Re:
samhocking said:
I honestly think it's up to the UCI to put their foot down and simply tell the manufactures to get their act together. Collectively they need to agree exact mounting point tolerances on frames and forks to be consistently within +-0.5mm of each other. Once you have the mounting points o nthe frame sorted, hub manufacturers need to have a similar exact standard rotor position in relation to the hub axle end points. At the moment they're all over the place. Once the rotor is in a consistent position, it should then just be a case for any manufacturer to make their calipers to the required specification to meet all the above, perhaps without any need to continue with a new auto-centering QR caliper technology to get around the tolerance issue. Everyone is then within 0.5mm no matter what equipment you use, everyone gets the benefit of disc braking, wide tyres and everyone can take any wheel knowing it will just work like the good old days of rim brakes.
Agreed, I think the UCI needed to take a more proactive approach in the first place to have all this sorted rather than letting it turn into the train wreck it seems to be. But, the UCI seems to be as slow to accept change as anyone else.
I can't help but also think that there are more motivations for the resistance behind the scenes than what we are being told. Campy doesn't have a solution, Pinarello say they don't care, maybe some of the patron's of the peloton are leading the charge and the others are following like sheep with their opinions, don't know.

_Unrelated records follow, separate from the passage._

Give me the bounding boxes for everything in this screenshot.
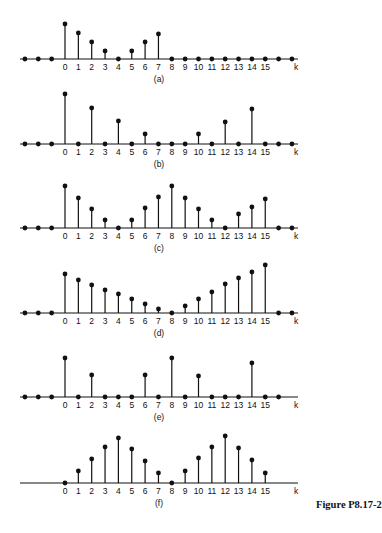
stem-marker [290,311,295,316]
tick-label: 6 [143,316,148,326]
stem-marker [103,288,108,293]
figure-caption: Figure P8.17-2 [316,499,382,510]
stem-marker [196,57,201,62]
stem-marker [250,205,255,210]
stem-marker [250,57,255,62]
tick-label: 8 [169,486,174,496]
tick-label: 4 [116,316,121,326]
stem-marker [290,142,295,147]
tick-label: 3 [103,231,108,241]
tick-label: 9 [183,400,188,410]
tick-label: 9 [183,231,188,241]
stem-marker [89,283,94,288]
stem-marker [236,57,241,62]
stem-marker [223,282,228,287]
tick-label: 11 [207,400,216,410]
axis-label-k: k [294,231,299,241]
stem-marker [196,207,201,212]
tick-label: 13 [234,486,244,496]
tick-label: 0 [63,62,68,72]
stem-marker [263,395,268,400]
panel-f: 0123456789101112131415k(f) [20,434,299,508]
stem-marker [49,395,54,400]
stem-marker [223,395,228,400]
tick-label: 7 [156,486,161,496]
stem-marker [36,311,41,316]
tick-label: 10 [194,147,204,157]
stem-marker [36,226,41,231]
stem-marker [183,469,188,474]
tick-label: 12 [220,147,230,157]
stem-marker [276,57,281,62]
stem-marker [183,142,188,147]
tick-label: 9 [183,316,188,326]
stem-marker [116,292,121,297]
stem-marker [143,206,148,211]
tick-label: 15 [261,486,271,496]
tick-label: 13 [234,400,244,410]
stem-marker [290,57,295,62]
tick-label: 2 [89,316,94,326]
tick-label: 11 [207,62,216,72]
stem-marker [223,226,228,231]
stem-marker [143,132,148,137]
stem-marker [196,132,201,137]
panel-d: 0123456789101112131415k(d) [20,263,299,338]
tick-label: 0 [63,147,68,157]
tick-label: 4 [116,231,121,241]
tick-label: 15 [261,62,271,72]
tick-label: 4 [116,147,121,157]
tick-label: 8 [169,400,174,410]
tick-label: 12 [220,316,230,326]
tick-label: 0 [63,486,68,496]
stem-marker [89,373,94,378]
tick-label: 1 [76,147,81,157]
stem-marker [76,278,81,283]
stem-marker [156,195,161,200]
tick-label: 0 [63,316,68,326]
stem-marker [276,226,281,231]
tick-label: 15 [261,400,271,410]
stem-marker [89,40,94,45]
tick-label: 14 [247,400,257,410]
tick-label: 15 [261,147,271,157]
tick-label: 2 [89,147,94,157]
stem-marker [63,272,68,277]
tick-label: 9 [183,486,188,496]
tick-label: 0 [63,231,68,241]
stem-marker [169,142,174,147]
stem-marker [89,106,94,111]
stem-marker [23,226,28,231]
stem-marker [116,119,121,124]
stem-marker [143,373,148,378]
tick-label: 9 [183,62,188,72]
stem-marker [263,57,268,62]
stem-marker [103,49,108,54]
stem-marker [76,469,81,474]
stem-marker [250,361,255,366]
tick-label: 12 [220,231,230,241]
stem-marker [49,311,54,316]
tick-label: 10 [194,62,204,72]
stem-marker [49,226,54,231]
stem-marker [36,57,41,62]
panel-a: 0123456789101112131415k(a) [20,22,299,84]
tick-label: 13 [234,231,244,241]
tick-label: 11 [207,147,216,157]
stem-marker [236,276,241,281]
stem-marker [89,207,94,212]
stem-marker [156,395,161,400]
stem-marker [116,57,121,62]
stem-marker [169,184,174,189]
tick-label: 15 [261,316,271,326]
tick-label: 1 [76,316,81,326]
stem-marker [103,142,108,147]
stem-marker [129,297,134,302]
tick-label: 6 [143,486,148,496]
tick-label: 9 [183,147,188,157]
axis-label-k: k [294,62,299,72]
stem-marker [236,212,241,217]
stem-marker [236,142,241,147]
tick-label: 12 [220,400,230,410]
stem-marker [209,290,214,295]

Having a standard 160mm rotor with 12mm TA is one thing, but I think rotor allignment on the hub is the biggest issue. I have two wheelsets on my disc bike, both 6 bolt hubs (1 set are Hope, 1 are whatever Specialized use in the Roval wheels) both using Shimano RT86 icetech rotors, but the Hope hubbed wheels wouldn't even spin without 5 or 6 shims in them to match the Spesh wheelset. So for me now, swapping wheels is really fast, but that's the biggest issue to overcome in all of this. Hopefully a reset switch of some type will resolve this, but in my mind, you really want the caliper centered on the disc to provide even pressure without flexing the rotor, unless you can move the centre point of the caliper, without actually moving the caliper itself. As you say, get the hub manufacturers to produce their product to a standard, and most of these issues go away.